Navigating the narrow streets trying to find your way to the many attractions in the city center is not that easy, yet, going on a golf cart tours with us, would be a lot of help.

Rome is divided into 22 neighborhoods (called Rione) and most people walk from one to the other without realizing it, but that does not really matter much though, the locals themselves often do not know which neighborhood they are in. In fact, in Rome, wanting to explain to someone where something is located or where you live, you tell which well-known monument or church it is near to.
So, in most cases, the Rioni were named after the most important landmark within their boundaries.
But strangely enough, if you live near the Trevi Fountain, you don’t say you live in the Rione Trevi (obviously named after this famous monument) you simply say  if you live near the Trevi Fountain!
It must also be said that street names aren’t easy to find, in modern cities, the name of the street is attached to a post at about 3 meters (10 feet) from the ground and this makes them very easy to spot them and read. Not in Rome!
The names were assigned to the streets in the 1800’s and therefore the street names were done in the style of the time.
Normally you find them at the street corner, they consist in a marble plaque attached to the wall of a building usually about 4/5 meters (12/15feet) from the ground. The marble plaque with the street’s name also informs you of the name of the neighborhood it’s in, it tells the name of the neighborhood and its number in Roman numerals.
The Roman numerals is preceded by an “R” which stands for “Rione” and here is a list of the names of the Rioni next to the number they’ve been assigned.

  • I – Monti
  • II – Trevi
  • III – Colonna
  • IV – Campo Marzio
  • V – Ponte
  • VI – Parione
  • VII – Regola
  • VIII – Sant’Eustachio
  • IX – Pigna
  • X – Campitelli (Capitol and Palatine Hills)
  • XI – Sant’Angelo
  • XII – Ripa
  • XIII – Trastevere (and Janicolum hill)
  • XIV – Borgo (bordering Vatican City)
  • XV – Esquilino
  • XVI – Ludovisi
  • XVII – Sallustio
  • XVIII – Castro Pretorio
  • XIX – Celio
  • XX – Testaccio
  • XXI – San Saba
  • XXII – Prati

But Rome is much larger than this. The city sprawled out in the twentieth century and became a proper metropolis, more and larger neighborhoods were added but no longer called Rioni, these new areas are called “Quartieri” and therefore, when you’re in one of these new areas, instead of the “R” for Rione next to the street’s name you find a “Q” for Quartiere.
By the way, touring around the newer areas of Rome, you’d see a lot of modern artNow, let’s get to the point: you have an address with a street name and a door number, you find the street, but you have the trouble finding the door, why? Because the door numbers don’t always follow the same logic.

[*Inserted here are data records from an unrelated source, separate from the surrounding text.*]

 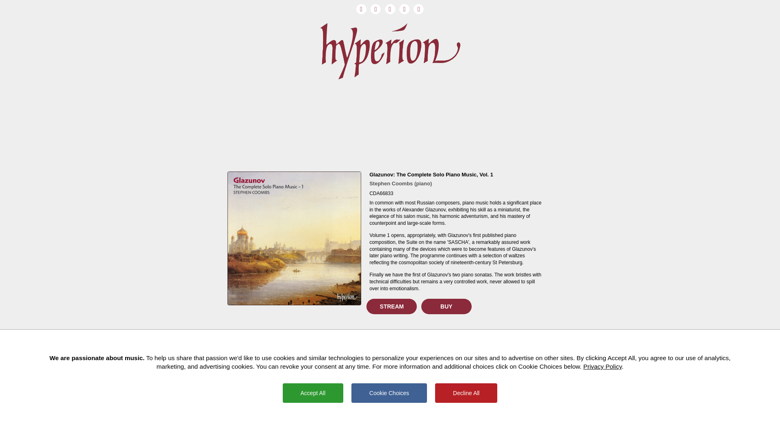 What do you see at coordinates (376, 427) in the screenshot?
I see `SAFE SURF` at bounding box center [376, 427].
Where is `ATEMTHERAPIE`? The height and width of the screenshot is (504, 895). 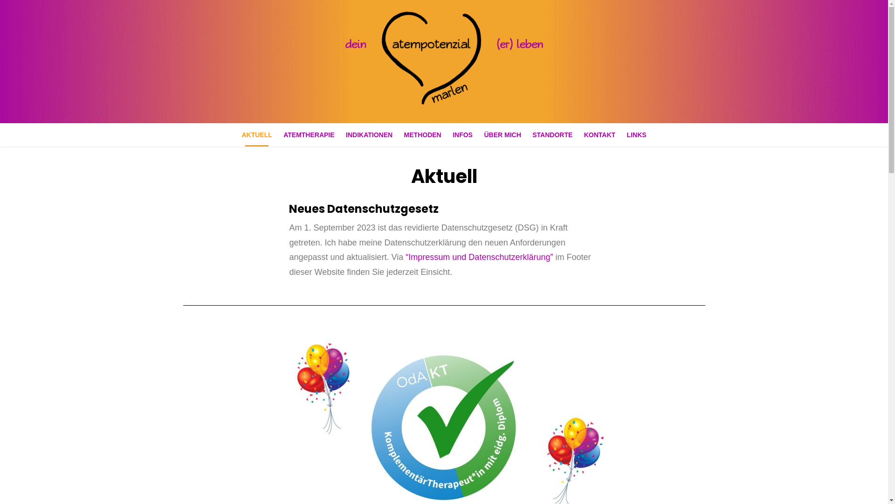 ATEMTHERAPIE is located at coordinates (309, 135).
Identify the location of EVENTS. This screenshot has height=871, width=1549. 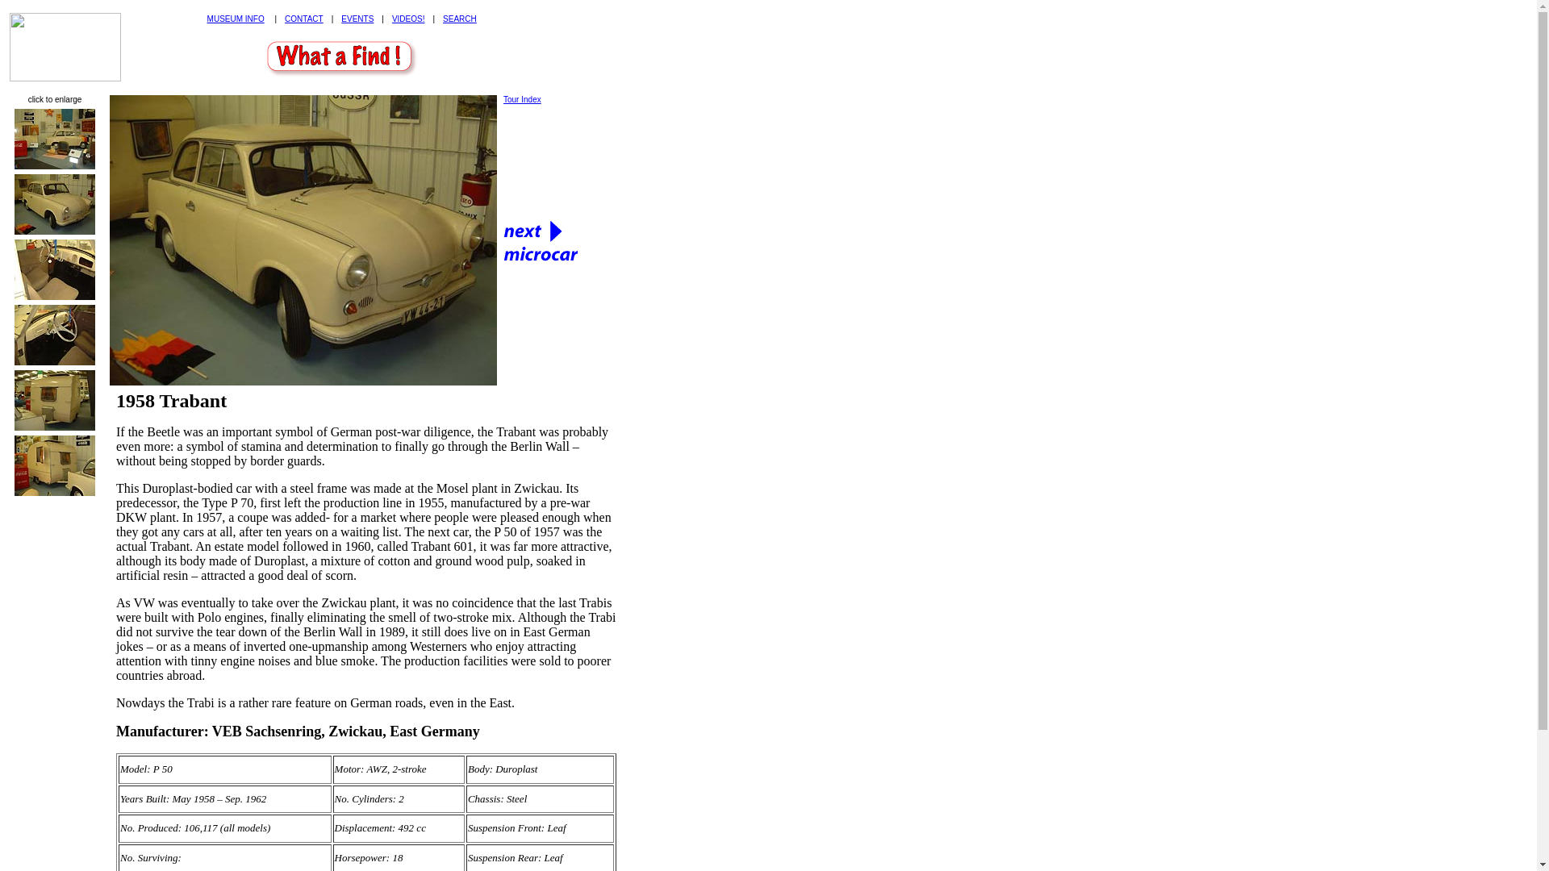
(357, 19).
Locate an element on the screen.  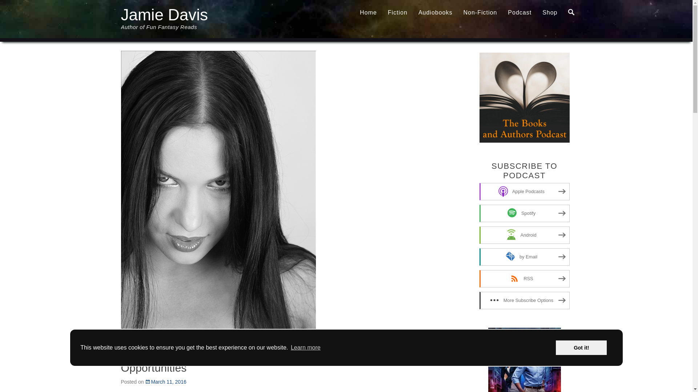
Home is located at coordinates (368, 13).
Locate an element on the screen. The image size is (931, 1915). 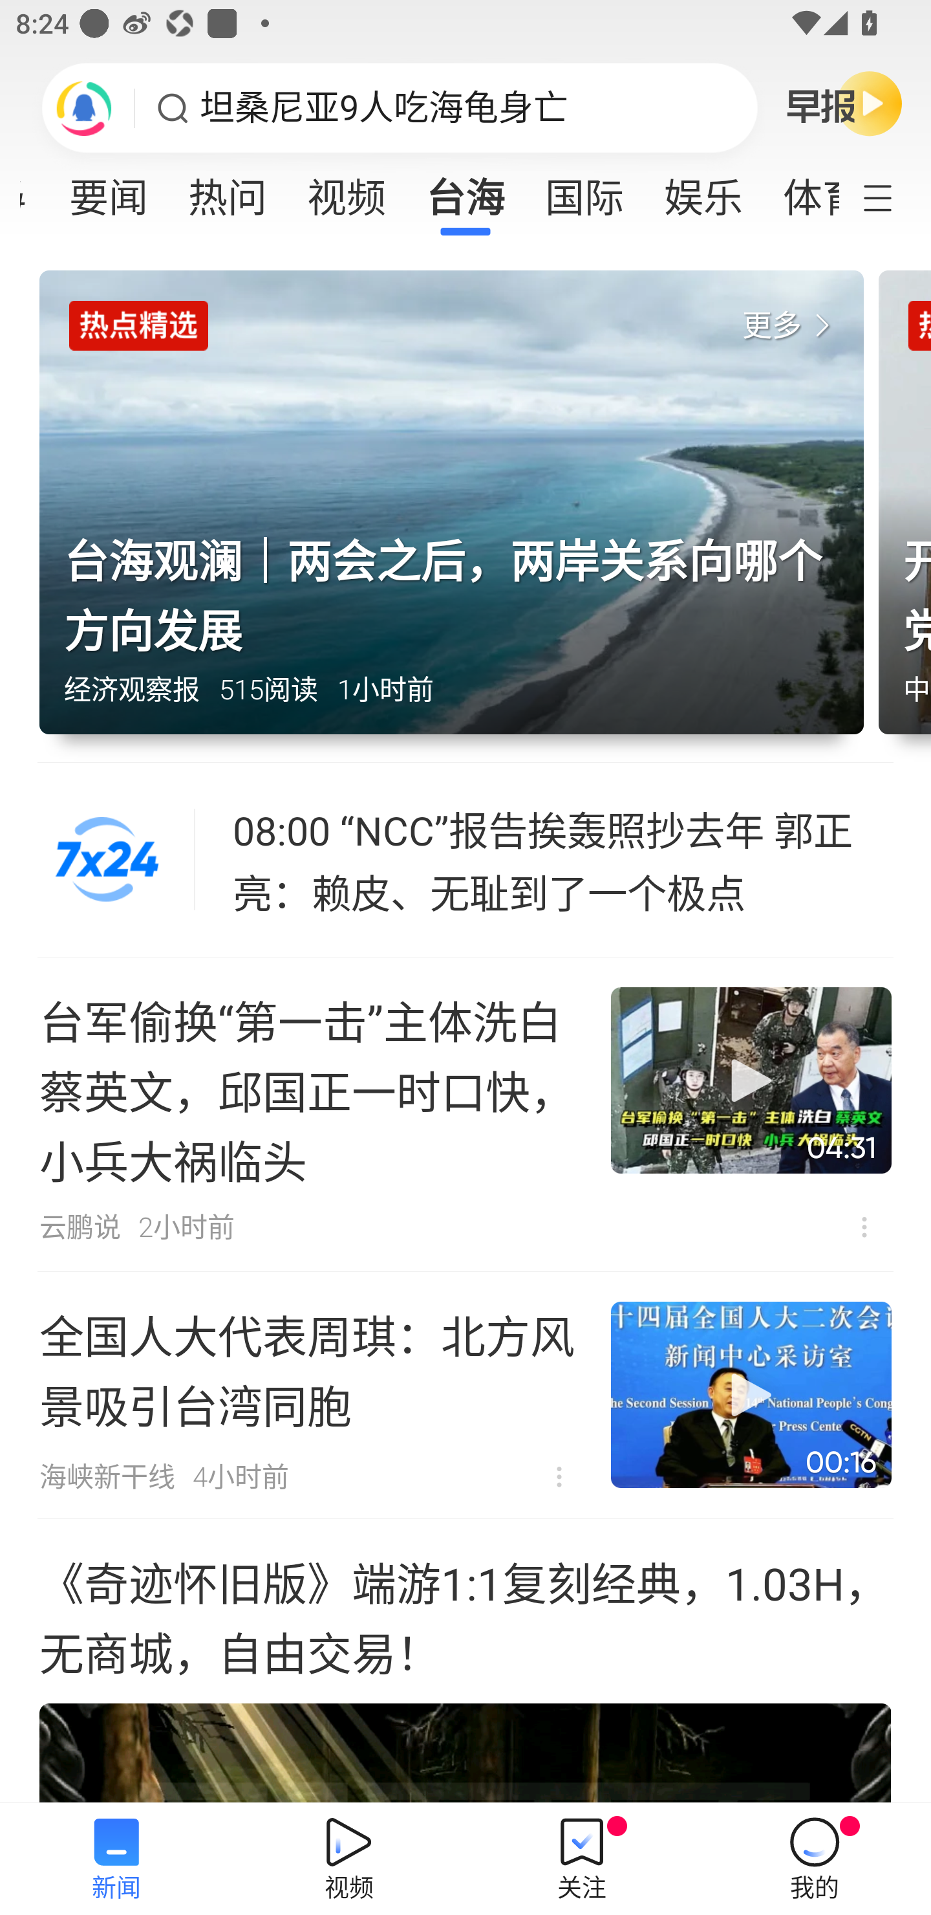
《奇迹怀旧版》端游1:1复刻经典，1.03H，无商城，自由交易！ is located at coordinates (465, 1661).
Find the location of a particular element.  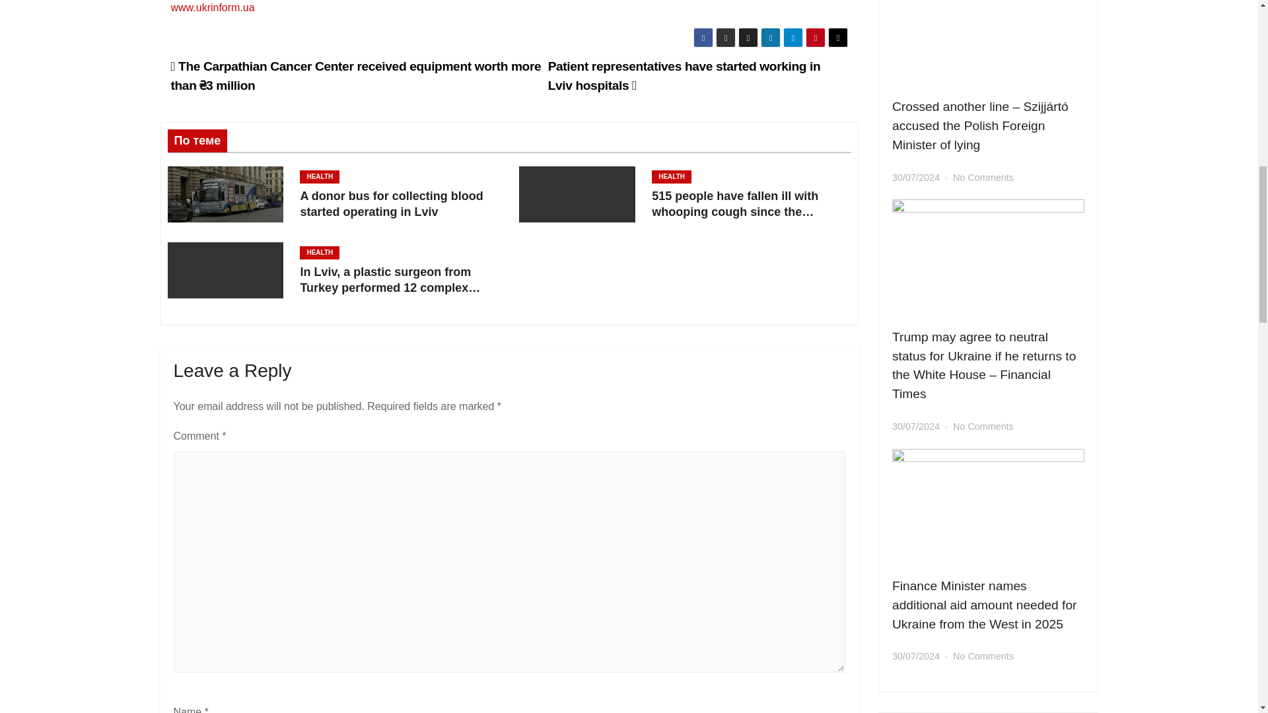

www.ukrinform.ua is located at coordinates (212, 8).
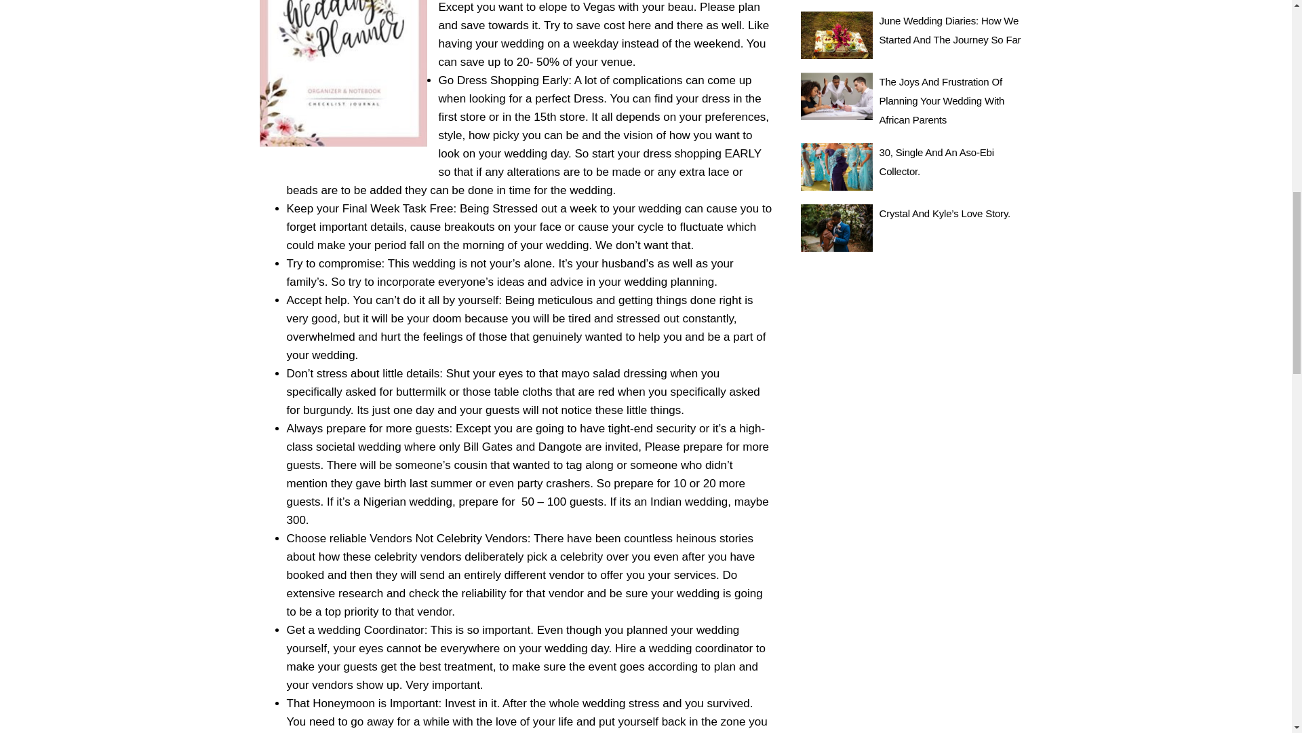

The sequence of the door numbers starts from the beginning of the street and the beginning of the street is its closest point to the city center and this is valid for all the streets.
What makes things complicated is that in the old part of the city the doors’ numbers follow the normal sequence 1, 2, 3, etcetera going starting from the right all the way to the end of the street continuing with the numbers on the left side of the street. So, if you are on a street that has one hundred doors, you have number one on your right and number one hundred on the left. But this is valid only when you are in the oldest part of the city, okay?

The numbers of the doors on most of the streets are assigned following an odd/even logic.
If you are at the beginning of a street, at door number one, you see that the next one is door number three and you find number two on the opposite side of the street. Than we also have A’s, B’s, C’s next to the door number, why? Because sometimes they built something new between two older buildings and so, instead of re-numbering all the doors on the street, they continued with the same numeration picking up from the last number before the new building.
If the last building was number 9 and the new building had three doors, they were numbered 9a, 9b, 9c.